Bernie Sanders Blames Apple for Silicon Valley's Government-Created Housing Crisis
Development restrictions and NIMBYism, not tech sector success, explain Silicon Valley's housing costs.
Development restrictions and NIMBYism, not tech sector success, explain Silicon Valley's housing costs.
Opponents use a notorious environmental review law to keep a famed fast food restaurant out of Rancho Mirage.
The actor and comedian is the owner of a three-unit rental property in Chicago.
The state has made it exceedingly difficult to build in fire-safe cities, while also making insurance rates in high-risk areas artificially cheap.
By one vote, the city's planning commission denied a business's request to stop a competing falafel shop from opening up down the block.
The source of the state's housing affordability problems are onerous government regulations and fees that artificially drive up the costs of housing.
Henry Hazlitt's insights were far more sophisticated than one modern critic thinks.
Why are so many people in Washington DC walking around wearing Walgreens gear all of a sudden?
This year, Mississippi and North Carolina both ditched a vague "good moral character" clause that kept occupational licensing out of reach for people with criminal records.
New York Assemblymember Yuh-Line Niou is a plaintiff in a lawsuit to stop a Habitat for Humanity housing project.
California's progressive political imperatives are having such glaring real-world repercussions that it's hard to keep ignoring them.
The case is a bizarre example of occupational licensing woes and backward regulations.
Los Angeles is spending $600,000 per unit on building affordable and supportive housing for homeless residents.
A new study of inclusionary zoning policies in the D.C. and Baltimore metro areas finds that the policy ends up raising rents.
A Davidson County judge ruled Tuesday that Nashville's ban on home businesses servicing clients on site is constitutional.
Amazon, Google, Facebook, and Twitter are in the federal government's crosshairs, but the technology necessary to undermine their dominance may already exist.
California is about to get a real world lesson in how rent control laws can't solve a housing crisis.
The wish-fulfillment machine kicks into high gear on both sides of the aisle.
Dump intrusive trade policies to give a real boost to consumers and entrepreneurs.
The Golden State now allows homeowners to build up to two accessory dwelling units on their property by right.
The Minneapolis city council just made the rental business a lot riskier for property owners.
Everybody’s going after Google and Facebook. But how do you prove they’re harming consumers?
The socialist presidential candidate wants the federal government to take the lead in regulating rental prices and building new rental housing.
Ontario has lost millions trying to sell cannabis.
Local governments that remove development restrictions near transit would have a better chance of scoring federal transit funding grants.
Economists have long warned that rent control only limits housing supply and drives up prices in the long-run
Chicago, Los Angeles, and New York City all have some easily identifiable management problems.
Who are the good guys? Who are the bad guys? Who knows? Do something!
The trade war should be thought of as a massive tax and regulatory scheme.
Left and right are joining forces under the banner of “hipster antitrust.”
Donald Trump, Elizabeth Warren, and "hipster antitrust" scholars and activists say big tech companies need to be broken up. Economist Tom Hazlett says they're wrong.
Rent increases could be capped at 5 percent plus inflation under a new agreement struck by Gov. Gavin Newsom and state legislative leaders.
Trump is just who he said he'd be four years ago. By rallying around him, Republicans are choosing to brand themselves in his image.
A disturbing picture of a president willfully condoning not only the use of eminent domain to seize private land from Americans for a pet project, but also suggesting—perhaps ordering—his underlings to violate laws in pursuit of that objective.
“Greenmailing” drives up construction costs and wait times, making the state’s already expensive housing even less affordable.
Can the "the" - not to be confused with the band "The The" - be protected by trademark?
President Trump has cut a lot of regulations—but increased some others.
The AIDS Healthcare Foundation is suing to prevent Amoeba Music's Hollywood location from becoming a 200-unit apartment building.
Plus: dangerous publishers, a history of slavery, and more...
The long shot presidential candidate wants booming cities to get rid of their restrictions on new development.
The Golden State toys with bad fixes to its worsening housing affordability problems.
Denver NIMBYs are using historic preservation laws to stop a restaurant owner from selling his diner to a developer so he can retire.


Instructions to follow – Copy all data exactly. Skip pictures.

Recorded data –
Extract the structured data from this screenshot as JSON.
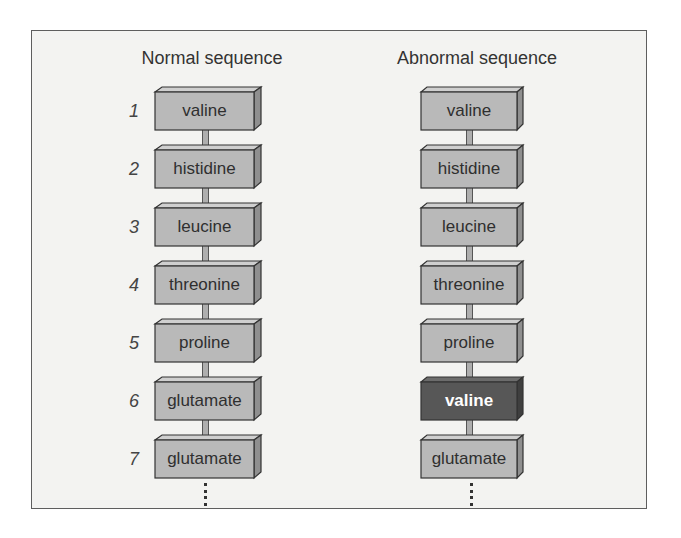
{
  "diagram": {
    "normal": {
      "title": "Normal sequence",
      "items": [
        {
          "n": "1",
          "label": "valine"
        },
        {
          "n": "2",
          "label": "histidine"
        },
        {
          "n": "3",
          "label": "leucine"
        },
        {
          "n": "4",
          "label": "threonine"
        },
        {
          "n": "5",
          "label": "proline"
        },
        {
          "n": "6",
          "label": "glutamate"
        },
        {
          "n": "7",
          "label": "glutamate"
        }
      ]
    },
    "abnormal": {
      "title": "Abnormal sequence",
      "items": [
        {
          "label": "valine"
        },
        {
          "label": "histidine"
        },
        {
          "label": "leucine"
        },
        {
          "label": "threonine"
        },
        {
          "label": "proline"
        },
        {
          "label": "valine",
          "highlight": true
        },
        {
          "label": "glutamate"
        }
      ]
    },
    "colors": {
      "box_front": "#b9b9b9",
      "box_top": "#cfcfcf",
      "box_side": "#8f8f8f",
      "highlight_front": "#575757",
      "highlight_top": "#6c6c6c",
      "highlight_side": "#3f3f3f",
      "outline": "#333333"
    }
  }
}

Your response –
Extract the structured data from this screenshot as JSON.
{
  "diagram": {
    "normal": {
      "title": "Normal sequence",
      "items": [
        {
          "n": "1",
          "label": "valine"
        },
        {
          "n": "2",
          "label": "histidine"
        },
        {
          "n": "3",
          "label": "leucine"
        },
        {
          "n": "4",
          "label": "threonine"
        },
        {
          "n": "5",
          "label": "proline"
        },
        {
          "n": "6",
          "label": "glutamate"
        },
        {
          "n": "7",
          "label": "glutamate"
        }
      ]
    },
    "abnormal": {
      "title": "Abnormal sequence",
      "items": [
        {
          "label": "valine"
        },
        {
          "label": "histidine"
        },
        {
          "label": "leucine"
        },
        {
          "label": "threonine"
        },
        {
          "label": "proline"
        },
        {
          "label": "valine",
          "highlight": true
        },
        {
          "label": "glutamate"
        }
      ]
    },
    "colors": {
      "box_front": "#b9b9b9",
      "box_top": "#cfcfcf",
      "box_side": "#8f8f8f",
      "highlight_front": "#575757",
      "highlight_top": "#6c6c6c",
      "highlight_side": "#3f3f3f",
      "outline": "#333333"
    }
  }
}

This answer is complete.